LanguageLab is not the first such school in Second Life: a variety of educators have offered English, Japanese, and Esperanto, among other languages, and in May the British Council is scheduled to open three English learning islands in the teen version of Second Life. But LanguageLab is the largest private language school venture and the first to be built around the integrated voice capabilities. It also worked with Second Life's VoIP provider, Massachusetts-based Vivox, before Second Life tapped Vivox to provide voice for the entire virtual world.

LanguageLab founder Kaskel says he hopes to offer classes in other languages, for which he will duplicate his basic island. Most of the current students in the beta have grasped Second Life quickly (students must pass a basic orientation before class begins), although only about 20 percent of them have operating systems and video cards that meet Second Life requirements.
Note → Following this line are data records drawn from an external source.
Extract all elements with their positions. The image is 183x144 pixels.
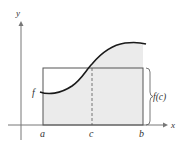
y-axis-arrow-icon <box>19 21 24 26</box>
x-axis-label: x <box>170 120 175 130</box>
x-axis-arrow-icon <box>163 123 168 128</box>
y-axis-label: y <box>15 8 20 18</box>
b-label: b <box>139 128 144 139</box>
mvt-integral-diagram: x y f a c b f(c) <box>0 0 183 144</box>
a-label: a <box>40 128 45 139</box>
area-under-curve <box>43 42 143 125</box>
fc-label: f(c) <box>153 92 166 103</box>
function-label: f <box>32 87 36 98</box>
fc-brace <box>146 68 153 125</box>
c-label: c <box>89 128 94 139</box>
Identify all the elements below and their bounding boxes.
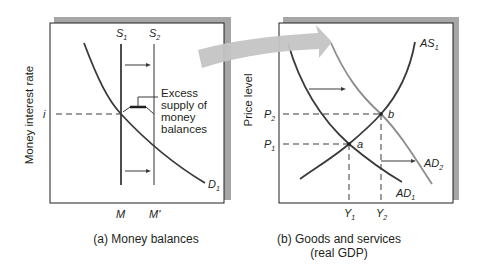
y1-label: Y1 [344,207,355,221]
equilibrium-point-b [379,112,383,116]
m-prime-label: M' [149,208,161,220]
p1-label: P1 [264,138,275,152]
p2-label: P2 [264,108,275,122]
point-a-label: a [357,138,363,150]
panel-b-caption-line1: (b) Goods and services [277,232,401,246]
interest-rate-i-label: i [43,108,46,120]
panel-b-goods-and-services: AS1 AD2 AD1 a b P2 P1 Y1 Y2 Price level … [242,17,459,260]
panel-b-y-axis-label: Price level [242,73,254,126]
panel-a-caption: (a) Money balances [93,232,198,246]
y2-label: Y2 [376,207,387,221]
m-label: M [116,208,126,220]
equilibrium-point-a [347,142,351,146]
panel-b-caption-line2: (real GDP) [310,246,367,260]
point-b-label: b [388,108,394,120]
panel-a-y-axis-label: Money interest rate [23,66,35,164]
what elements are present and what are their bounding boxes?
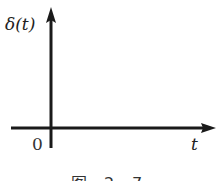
x-axis-label: t (191, 134, 198, 154)
y-axis-label: δ(t) (5, 14, 35, 34)
t-axis-arrowhead-icon (201, 123, 216, 133)
figure-caption: 图 2-7 (0, 170, 219, 181)
origin-label: 0 (32, 134, 43, 154)
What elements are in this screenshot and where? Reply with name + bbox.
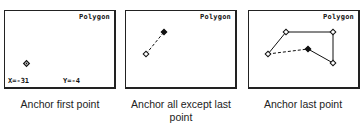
vertex-icon <box>330 60 336 66</box>
y-coordinate: Y=-4 <box>63 77 80 85</box>
active-vertex-icon <box>305 46 311 52</box>
panel-anchor-all-except-last: Polygon <box>125 10 237 89</box>
caption-anchor-first: Anchor first point <box>0 98 120 111</box>
caption-anchor-all-except-last: Anchor all except last point <box>121 98 241 124</box>
graph-area <box>126 11 238 90</box>
x-coordinate: X=-31 <box>8 77 29 85</box>
panel-anchor-first: Polygon X=-31 Y=-4 <box>4 10 116 89</box>
graph-area <box>249 11 361 90</box>
cursor-point-icon <box>24 61 30 67</box>
caption-anchor-last: Anchor last point <box>243 98 363 111</box>
panel-anchor-last: Polygon <box>248 10 360 89</box>
vertex-icon <box>330 29 336 35</box>
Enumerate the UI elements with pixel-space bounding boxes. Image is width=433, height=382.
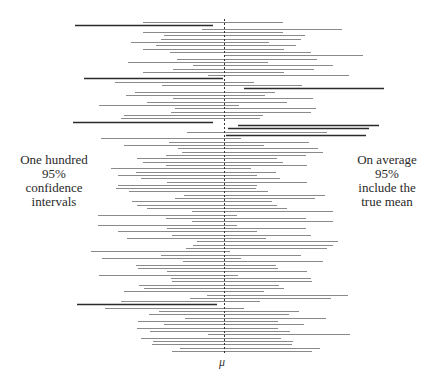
left-annotation-line: confidence	[4, 181, 104, 195]
mu-axis-label: μ	[219, 355, 225, 370]
interval-lines	[73, 23, 384, 352]
left-annotation-line: One hundred	[4, 153, 104, 167]
left-annotation-line: intervals	[4, 195, 104, 209]
right-annotation-line: true mean	[343, 195, 431, 209]
right-annotation-line: On average	[343, 153, 431, 167]
right-annotation-line: 95%	[343, 167, 431, 181]
right-annotation-line: include the	[343, 181, 431, 195]
right-annotation: On average 95% include the true mean	[343, 153, 431, 209]
left-annotation-line: 95%	[4, 167, 104, 181]
left-annotation: One hundred 95% confidence intervals	[4, 153, 104, 209]
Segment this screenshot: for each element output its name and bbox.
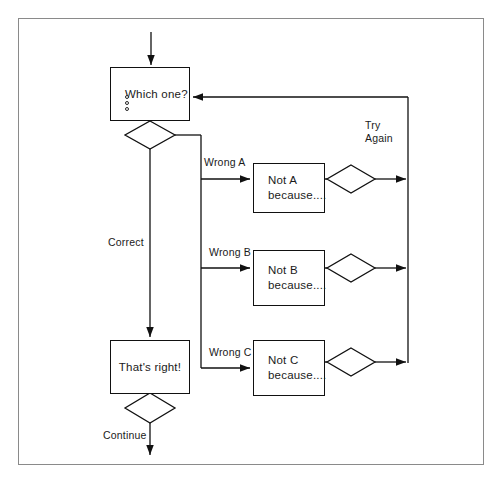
edge-label-try-again-line2: Again [365,132,393,145]
node-not-a-line1: Not A [268,173,324,188]
flowchart-connectors [0,0,502,486]
edge-label-wrong-a: Wrong A [204,156,245,169]
node-question-label: Which one? [125,87,189,102]
flowchart-canvas: Which one? Not A because.... Not B becau… [0,0,502,486]
edge-label-continue: Continue [103,429,147,442]
question-options-radio-group[interactable] [125,95,129,111]
node-not-c[interactable]: Not C because.... [253,340,325,396]
node-thats-right[interactable]: That's right! [110,340,190,394]
node-not-a-line2: because.... [268,188,324,203]
node-thats-right-label: That's right! [119,360,181,375]
decision-question [125,121,175,149]
radio-option-3[interactable] [125,107,129,111]
node-not-c-line2: because.... [268,368,324,383]
decision-retry-c [327,348,375,376]
node-not-c-line1: Not C [268,353,324,368]
node-not-b-line2: because.... [268,278,324,293]
edge-label-correct: Correct [108,236,144,249]
decision-retry-a [327,165,375,193]
node-not-a[interactable]: Not A because.... [253,163,325,213]
node-not-b-line1: Not B [268,263,324,278]
node-question[interactable]: Which one? [110,67,190,121]
node-not-b[interactable]: Not B because.... [253,250,325,306]
edge-label-try-again-line1: Try [365,119,380,132]
decision-retry-b [327,254,375,282]
edge-label-wrong-b: Wrong B [209,246,251,259]
radio-option-2[interactable] [125,101,129,105]
radio-option-1[interactable] [125,95,129,99]
edge-label-wrong-c: Wrong C [209,346,252,359]
decision-continue [125,393,175,423]
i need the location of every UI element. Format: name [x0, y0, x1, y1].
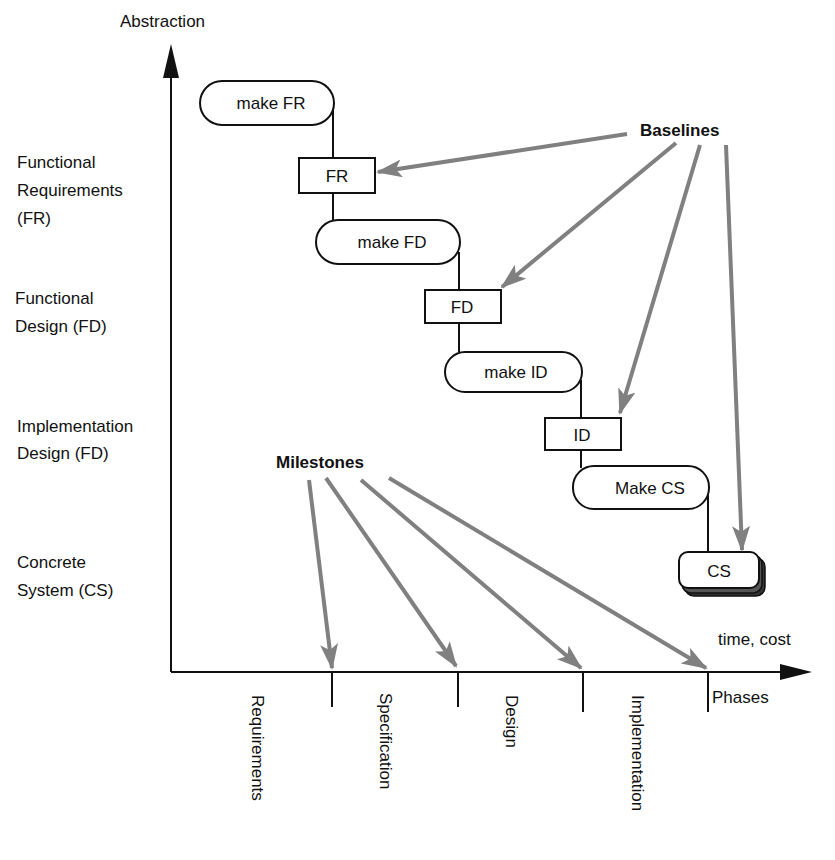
x-axis: [171, 664, 812, 680]
svg-text:(FR): (FR): [17, 209, 51, 228]
svg-text:Requirements: Requirements: [17, 181, 123, 200]
svg-text:make FR: make FR: [237, 94, 306, 113]
level-id: Implementation Design (FD): [17, 417, 133, 463]
baseline-fd: FD: [425, 290, 501, 323]
baseline-id: ID: [545, 418, 621, 450]
x-axis-arrowhead-icon: [780, 664, 812, 680]
svg-text:Functional: Functional: [15, 289, 93, 308]
svg-text:Implementation: Implementation: [17, 417, 133, 436]
svg-text:Design (FD): Design (FD): [15, 317, 107, 336]
svg-text:CS: CS: [707, 562, 731, 581]
svg-text:Design (FD): Design (FD): [17, 444, 109, 463]
baseline-fr: FR: [299, 158, 375, 193]
phase-design: Design: [502, 695, 521, 748]
milestones-annotation: Milestones: [276, 453, 364, 472]
baselines-annotation: Baselines: [640, 121, 719, 140]
svg-text:Functional: Functional: [17, 153, 95, 172]
phase-specification: Specification: [376, 693, 395, 789]
y-axis-label: Abstraction: [120, 12, 205, 31]
svg-text:FD: FD: [451, 298, 474, 317]
activity-make-id: make ID: [445, 352, 582, 392]
y-axis: [163, 44, 179, 672]
svg-text:ID: ID: [574, 426, 591, 445]
y-axis-arrowhead-icon: [163, 44, 179, 78]
activity-make-fd: make FD: [316, 220, 460, 264]
phase-requirements: Requirements: [248, 695, 267, 801]
svg-text:make FD: make FD: [358, 233, 427, 252]
svg-text:FR: FR: [326, 167, 349, 186]
phases-label: Phases: [712, 688, 769, 707]
svg-text:Concrete: Concrete: [17, 553, 86, 572]
activity-make-fr: make FR: [200, 81, 334, 125]
activity-make-cs: Make CS: [573, 466, 709, 509]
svg-text:make ID: make ID: [484, 363, 547, 382]
x-axis-label: time, cost: [718, 630, 791, 649]
baseline-cs: CS: [679, 552, 765, 596]
level-fd: Functional Design (FD): [15, 289, 107, 336]
level-cs: Concrete System (CS): [17, 553, 113, 600]
svg-text:System (CS): System (CS): [17, 581, 113, 600]
svg-text:Make CS: Make CS: [615, 479, 685, 498]
level-fr: Functional Requirements (FR): [17, 153, 123, 228]
diagram-canvas: Abstraction time, cost Phases Functional…: [0, 0, 835, 860]
phase-implementation: Implementation: [628, 695, 647, 811]
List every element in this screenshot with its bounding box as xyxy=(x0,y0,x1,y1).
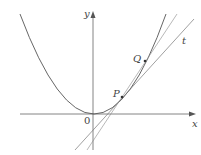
parabola-diagram: y x 0 P Q t xyxy=(0,0,201,155)
secant-line-pq xyxy=(87,14,177,150)
point-q xyxy=(144,60,147,63)
point-p-label: P xyxy=(112,88,120,99)
tangent-label: t xyxy=(182,35,187,46)
y-axis-arrow-icon xyxy=(91,11,96,18)
y-axis xyxy=(91,11,96,150)
point-q-label: Q xyxy=(133,53,141,64)
origin-label: 0 xyxy=(84,115,90,126)
x-axis-arrow-icon xyxy=(189,112,196,117)
y-axis-label: y xyxy=(83,8,90,19)
point-p xyxy=(121,96,124,99)
x-axis-label: x xyxy=(192,118,198,129)
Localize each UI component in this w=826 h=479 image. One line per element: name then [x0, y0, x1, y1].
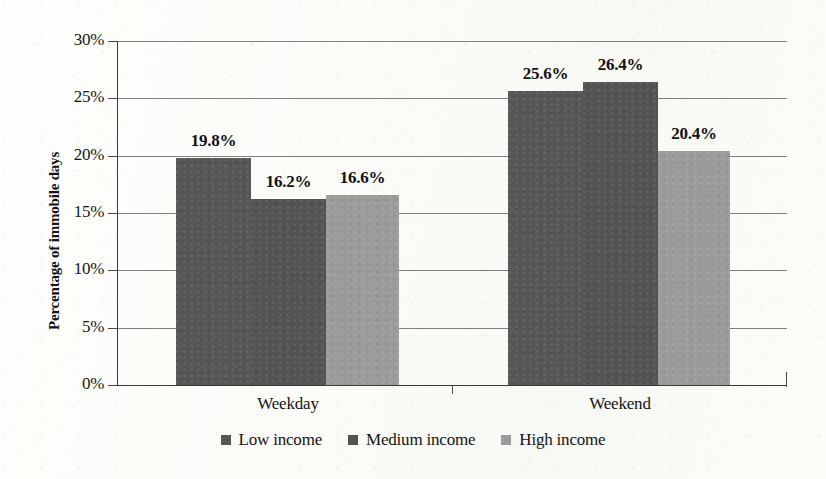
bar-weekend-high-income [658, 151, 730, 385]
data-label-weekend-medium-income: 26.4% [583, 55, 658, 75]
bar-weekday-low-income [176, 158, 251, 385]
grouped-bar-chart: Percentage of immobile days 30% 25% 20% … [0, 0, 826, 479]
y-tickmark-10 [108, 270, 117, 271]
y-tick-label-15: 15% [48, 202, 104, 222]
legend-item-medium-income[interactable]: Medium income [348, 430, 475, 450]
bar-weekend-medium-income [583, 82, 658, 385]
y-axis-line [117, 41, 118, 386]
legend-swatch-medium-income-icon [348, 435, 358, 445]
y-tickmark-15 [108, 213, 117, 214]
y-tick-label-10: 10% [48, 259, 104, 279]
bar-weekend-low-income [508, 91, 583, 385]
data-label-weekend-high-income: 20.4% [658, 124, 730, 144]
gridline-30 [117, 41, 787, 42]
x-category-label-weekend: Weekend [560, 394, 680, 414]
data-label-weekday-medium-income: 16.2% [251, 172, 326, 192]
y-tick-label-30: 30% [48, 30, 104, 50]
data-label-weekend-low-income: 25.6% [508, 64, 583, 84]
gridline-25 [117, 98, 787, 99]
legend-label-high-income: High income [519, 430, 605, 450]
legend-item-high-income[interactable]: High income [501, 430, 605, 450]
x-category-label-weekday: Weekday [228, 394, 348, 414]
x-tickmark-plot-end [786, 378, 787, 387]
x-tickmark-group-separator [452, 385, 453, 394]
y-tickmark-20 [108, 156, 117, 157]
legend-swatch-high-income-icon [501, 435, 511, 445]
y-axis-title: Percentage of immobile days [46, 152, 63, 330]
y-tickmark-25 [108, 98, 117, 99]
y-tick-label-25: 25% [48, 87, 104, 107]
data-label-weekday-high-income: 16.6% [326, 168, 399, 188]
legend-item-low-income[interactable]: Low income [221, 430, 322, 450]
y-tickmark-5 [108, 328, 117, 329]
bar-weekday-medium-income [251, 199, 326, 385]
y-tick-label-0: 0% [48, 374, 104, 394]
y-tick-label-5: 5% [48, 317, 104, 337]
data-label-weekday-low-income: 19.8% [176, 131, 251, 151]
bar-weekday-high-income [326, 195, 399, 385]
legend-label-low-income: Low income [239, 430, 322, 450]
y-tickmark-0 [108, 385, 117, 386]
legend-label-medium-income: Medium income [366, 430, 475, 450]
y-tickmark-30 [108, 41, 117, 42]
legend-swatch-low-income-icon [221, 435, 231, 445]
chart-legend: Low income Medium income High income [0, 430, 826, 450]
y-tick-label-20: 20% [48, 145, 104, 165]
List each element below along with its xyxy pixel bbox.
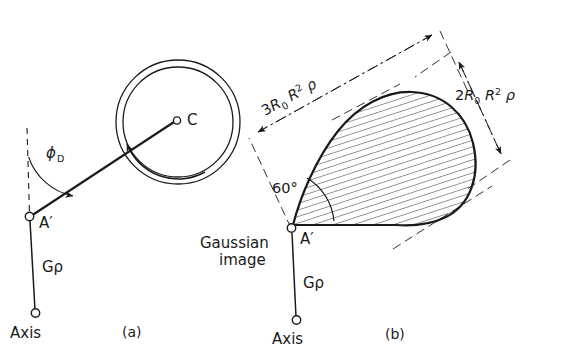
axis-label-a: Axis xyxy=(10,324,41,342)
figure-root: C ϕ D A′ Gρ Axis (a) xyxy=(0,0,575,353)
phi-angle-subscript: D xyxy=(57,153,64,164)
image-point-label-b: A′ xyxy=(300,230,314,248)
coma-patch xyxy=(280,80,495,240)
coma-patch-hatching xyxy=(280,80,495,240)
center-point-marker xyxy=(173,117,180,124)
width-dimension-label: 2R0 R2 ρ xyxy=(455,86,516,106)
image-point-label-a: A′ xyxy=(39,214,53,232)
gaussian-image-label-line1: Gaussian xyxy=(200,234,269,252)
axis-label-b: Axis xyxy=(272,330,303,348)
panel-a: C ϕ D A′ Gρ Axis (a) xyxy=(10,60,240,342)
image-point-marker-b xyxy=(287,224,295,232)
reference-line-dashed xyxy=(27,128,30,214)
width-dim-factor: R xyxy=(485,87,495,103)
width-dim-density: ρ xyxy=(506,87,516,103)
width-dim-coefficient: 2 xyxy=(455,87,464,103)
axis-point-marker-a xyxy=(31,309,39,317)
height-label-b: Gρ xyxy=(303,274,324,292)
panel-caption-a: (a) xyxy=(122,324,142,340)
center-point-label: C xyxy=(187,111,197,129)
gaussian-image-label-line2: image xyxy=(219,251,266,269)
panel-caption-b: (b) xyxy=(385,326,405,342)
rotation-arrow xyxy=(127,144,205,179)
width-extension-top xyxy=(415,52,451,77)
axis-line-a xyxy=(30,221,35,310)
height-label-a: Gρ xyxy=(42,258,63,276)
width-dim-base: R xyxy=(464,87,474,103)
radius-line xyxy=(31,122,174,216)
axis-point-marker-b xyxy=(292,316,300,324)
sixty-degree-label: 60° xyxy=(272,180,298,196)
phi-angle-symbol: ϕ xyxy=(46,144,56,162)
svg-text:2R0 R2 ρ: 2R0 R2 ρ xyxy=(455,86,516,106)
phi-angle-arc xyxy=(29,157,73,196)
axis-line-b xyxy=(292,233,296,317)
image-point-marker-a xyxy=(25,212,33,220)
diagram-canvas: C ϕ D A′ Gρ Axis (a) xyxy=(0,0,575,353)
panel-b: 60° 3R0 R2 ρ 2R0 R2 ρ Gaussian image A′ … xyxy=(200,31,516,348)
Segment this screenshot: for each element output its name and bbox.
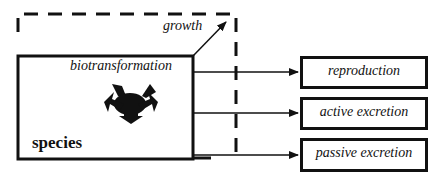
- output-label: reproduction: [303, 63, 425, 79]
- biotransformation-icon: [104, 84, 158, 124]
- output-box-active-excretion: active excretion: [300, 97, 428, 130]
- growth-label: growth: [163, 18, 202, 34]
- output-label: passive excretion: [303, 145, 425, 161]
- diagram-canvas: growth biotransformation species reprodu…: [0, 0, 443, 184]
- biotransformation-label: biotransformation: [70, 58, 172, 74]
- output-box-reproduction: reproduction: [300, 56, 428, 89]
- output-box-passive-excretion: passive excretion: [300, 138, 428, 172]
- species-label: species: [32, 133, 82, 153]
- output-label: active excretion: [303, 104, 425, 120]
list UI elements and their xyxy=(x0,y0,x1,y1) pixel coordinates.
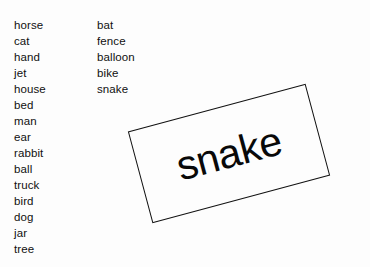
list-item: jar xyxy=(14,225,46,241)
word-list-left-column: horse cat hand jet house bed man ear rab… xyxy=(14,17,46,257)
list-item: ear xyxy=(14,129,46,145)
list-item: balloon xyxy=(97,49,135,65)
list-item: horse xyxy=(14,17,46,33)
list-item: truck xyxy=(14,177,46,193)
list-item: bike xyxy=(97,65,135,81)
list-item: ball xyxy=(14,161,46,177)
list-item: cat xyxy=(14,33,46,49)
list-item: bed xyxy=(14,97,46,113)
list-item: house xyxy=(14,81,46,97)
list-item: hand xyxy=(14,49,46,65)
list-item: man xyxy=(14,113,46,129)
page-canvas: horse cat hand jet house bed man ear rab… xyxy=(0,0,370,267)
list-item: bat xyxy=(97,17,135,33)
rotated-label-box: snake xyxy=(128,84,330,223)
list-item: tree xyxy=(14,241,46,257)
word-list-right-column: bat fence balloon bike snake xyxy=(97,17,135,97)
list-item: dog xyxy=(14,209,46,225)
list-item: bird xyxy=(14,193,46,209)
list-item: rabbit xyxy=(14,145,46,161)
list-item: snake xyxy=(97,81,135,97)
list-item: jet xyxy=(14,65,46,81)
rotated-label-text: snake xyxy=(136,110,322,197)
list-item: fence xyxy=(97,33,135,49)
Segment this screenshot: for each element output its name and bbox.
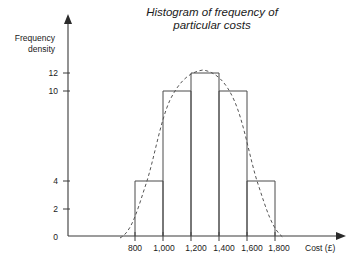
y-axis-label-line-2: density — [28, 44, 56, 54]
x-axis-label: Cost (£) — [305, 243, 335, 253]
histogram-figure: Histogram of frequency of particular cos… — [0, 0, 350, 262]
histogram-bar-1000-1200 — [163, 91, 191, 236]
x-tick-label-1400: 1,400 — [213, 243, 235, 253]
y-tick-label-12: 12 — [49, 68, 59, 78]
x-tick-label-1000: 1,000 — [153, 243, 175, 253]
chart-canvas: Histogram of frequency of particular cos… — [0, 0, 350, 262]
normal-distribution-curve — [120, 70, 284, 238]
chart-title-line-1: Histogram of frequency of — [146, 6, 279, 18]
chart-title-line-2: particular costs — [172, 19, 251, 31]
histogram-bar-800-1000 — [135, 181, 163, 236]
histogram-bar-1600-1800 — [247, 181, 275, 236]
x-tick-label-1600: 1,600 — [241, 243, 263, 253]
y-tick-label-10: 10 — [49, 86, 59, 96]
x-tick-label-1800: 1,800 — [268, 243, 290, 253]
x-tick-label-800: 800 — [128, 243, 142, 253]
y-tick-label-2: 2 — [53, 204, 58, 214]
y-axis-arrow-icon — [64, 14, 72, 24]
y-axis-ticks: 12 10 4 2 0 — [49, 68, 70, 242]
x-axis-arrow-icon — [336, 232, 346, 240]
y-axis-label-line-1: Frequency — [15, 33, 56, 43]
x-axis-tick-labels: 800 1,000 1,200 1,400 1,600 1,800 — [128, 243, 290, 253]
histogram-bar-1400-1600 — [219, 91, 247, 236]
histogram-bar-1200-1400 — [191, 73, 219, 236]
y-tick-label-0: 0 — [53, 232, 58, 242]
y-axis — [64, 14, 72, 236]
x-tick-label-1200: 1,200 — [185, 243, 207, 253]
y-tick-label-4: 4 — [53, 176, 58, 186]
histogram-bars — [135, 73, 275, 236]
x-axis — [68, 232, 346, 240]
Constructing virtual environments for language learning that either augment or replace classroom work has been a holy grail of foreign-language educators since the first digital "microworld" was developed 15 years ago. "The basic idea of getting individuals to interact in a microworld or simulation is extremely interesting, but it's hard to do," says Robert Fischer, a professor of French and linguistics at Texas State University and the executive director of the Computer-Assisted Language Instruction Consortium. These digital environments are complex and expensive to build, particularly if the pedagogical model pairs students with a chatterbot or some other artificial conversation partner. Another barrier to student acceptance has been the fidelity of the virtual world. "Students are so used to playing, their expectations are extremely high, and when they don't see good graphics in the language learning environment, that could be a problem," Fischer says.

The world of Second Life is rendered with such detail that this won't likely be a problem. Teaching language in Second Life has an advantage over the other Internet-based methods, from blogs to podcasts to text chat, that have overwhelmed foreign-language teachers with teaching opportunities. It has what Graham Stanley, the project manager for the British Council's island in Second Life, calls "a sense of place." "This sense of place makes learning, and indeed socializing in a virtual world, a more 'human' experience than many other online environments," he says.